First Death (excerpt from “Exit Music”)

bi_newcover1 (2012_08_18 15_01_40 UTC)

The first time I died, I was an infant.

They told me about it later. We lived in the woods near Rockford, Alabama, if you are one of the few people who know where that is. It was during the second World War. I was born only twenty-three months before my death. I learned much during those months, however.

Next to the river whose name sounds like a particular of Creek foreplay, and close to that isolated little city of Rockford, there was (in 1942) a narrow road, Glaze, which led to a ferry. The ferry worked constantly because of the many people who had to travel that road. My father and uncle worked on the ferry and had almost no time off work during that period. At any time of day or night green army jeeps and trucks might come to one bank or the other, their drivers bellowing across the water for haste. The ferryboat was quite old and could not move fast.

My father worked the night shift and my uncle the day shift. When either of them tired of the shift they pulled, he would tell his brother and they would switch. This went on for some years after the war and after my death.

One night before my birth, the last part of December 30, my father was plowing the ferry like a water-ox across the Coosa, trying to ignore a man who wanted to sell him one of the motorcars. “Man drove it three and a half years, died, heart attack, wife sold it to my boy and my boy’s in the Marines now. Whattaya say, man? Huh?”

Suddenly my uncle came running to the bank toward which the ferry was creeping, waving his left arm (he was left-handed), his voice moving over the night waters like some nearly-mute flying fish, though fish in the Coosa are not known to fly.

“Sa-a-a-a-am!! Hey Sa-a-a-ammm!” A whistle through his fingers pierced the air.

The purpose of this commotion was to let my father know that I was being born and that he would cover my father’s shift that cold night and the next morning, too, if necessary.

I grew along like any infant. A local store supplied me with plenty of bland jellied food, since my mother’s breast milk was no good. I received numerous uncomplicated toys of wood and rubber. It was a relatively happy life.

Ah, but just about the time I was beginning to develop a rudimentary concept of myself, disaster came in the form of a small bone.

Near Thanksgiving, 1944, with many giving thanks for so much (the Bulge battle had not yet surprised everyone), I ate something a two-year-old shouldn’t. A friendly aunt or perhaps a naive young cousin gave me a bit of turkey or chicken – whatever it was that year – and a burred bone caught in my throat. I remember hacking, coughing, making catarrhal sounds belonging to someone tens of years older.

After listening to me cough all day the following Friday, on Saturday I was taken to a doctor in Montgomery. Our odd old car had no heater and, ah luck!, a freakish snowstorm that day – the 25th – hampered everyone on the long, awful drive. Just outside the city the snow stopped falling and I ceased to sleep without waking. I knew I was done for, as they say. Vague keening sounds seemed to come from outside the car. The air force base’s planes were all covered in white, or they may have been painted white.

At the hospital, the ER doctor pronounced me dead before he went into another room to complete the necessary paperwork concerning my demise.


_Description of the task_. Reproduce the entries in full. Exclude all images from the copy.

BEGIN

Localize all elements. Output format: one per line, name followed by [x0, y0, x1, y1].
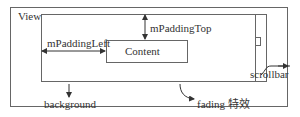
- annotation-arrows: [0, 0, 300, 117]
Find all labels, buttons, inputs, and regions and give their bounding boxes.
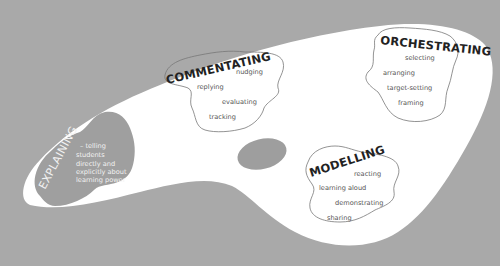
modelling-item: reacting (354, 170, 381, 178)
modelling-item: demonstrating (335, 199, 383, 207)
explaining-line: directly and (76, 160, 115, 168)
commentating-item: evaluating (222, 98, 257, 106)
modelling-item: learning aloud (319, 184, 366, 192)
explaining-line: explicitly about (76, 168, 127, 176)
explaining-line: – telling (80, 142, 106, 150)
orchestrating-item: target-setting (387, 84, 432, 92)
palette-diagram: EXPLAINING – telling students directly a… (0, 0, 500, 266)
orchestrating-item: arranging (383, 69, 415, 77)
explaining-line: students (76, 151, 105, 159)
commentating-item: replying (197, 83, 224, 91)
commentating-item: tracking (209, 113, 236, 121)
orchestrating-item: selecting (405, 54, 435, 62)
modelling-item: sharing (327, 214, 352, 222)
diagram-canvas: EXPLAINING – telling students directly a… (0, 0, 500, 266)
orchestrating-item: framing (398, 99, 424, 107)
explaining-line: learning power (76, 176, 126, 184)
commentating-item: nudging (236, 68, 263, 76)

END

_Response_.
Localize all elements. Output format: one per line, name followed by [x0, y0, x1, y1].
- annotation-arrows: [0, 0, 300, 117]
Find all labels, buttons, inputs, and regions and give their bounding boxes.
modelling-item: reacting (354, 170, 381, 178)
modelling-item: demonstrating (335, 199, 383, 207)
explaining-line: directly and (76, 160, 115, 168)
commentating-item: evaluating (222, 98, 257, 106)
modelling-item: learning aloud (319, 184, 366, 192)
explaining-line: explicitly about (76, 168, 127, 176)
explaining-line: – telling (80, 142, 106, 150)
orchestrating-item: target-setting (387, 84, 432, 92)
palette-diagram: EXPLAINING – telling students directly a… (0, 0, 500, 266)
orchestrating-item: arranging (383, 69, 415, 77)
explaining-line: students (76, 151, 105, 159)
commentating-item: replying (197, 83, 224, 91)
commentating-item: tracking (209, 113, 236, 121)
orchestrating-item: selecting (405, 54, 435, 62)
modelling-item: sharing (327, 214, 352, 222)
diagram-canvas: EXPLAINING – telling students directly a… (0, 0, 500, 266)
orchestrating-item: framing (398, 99, 424, 107)
explaining-line: learning power (76, 176, 126, 184)
commentating-item: nudging (236, 68, 263, 76)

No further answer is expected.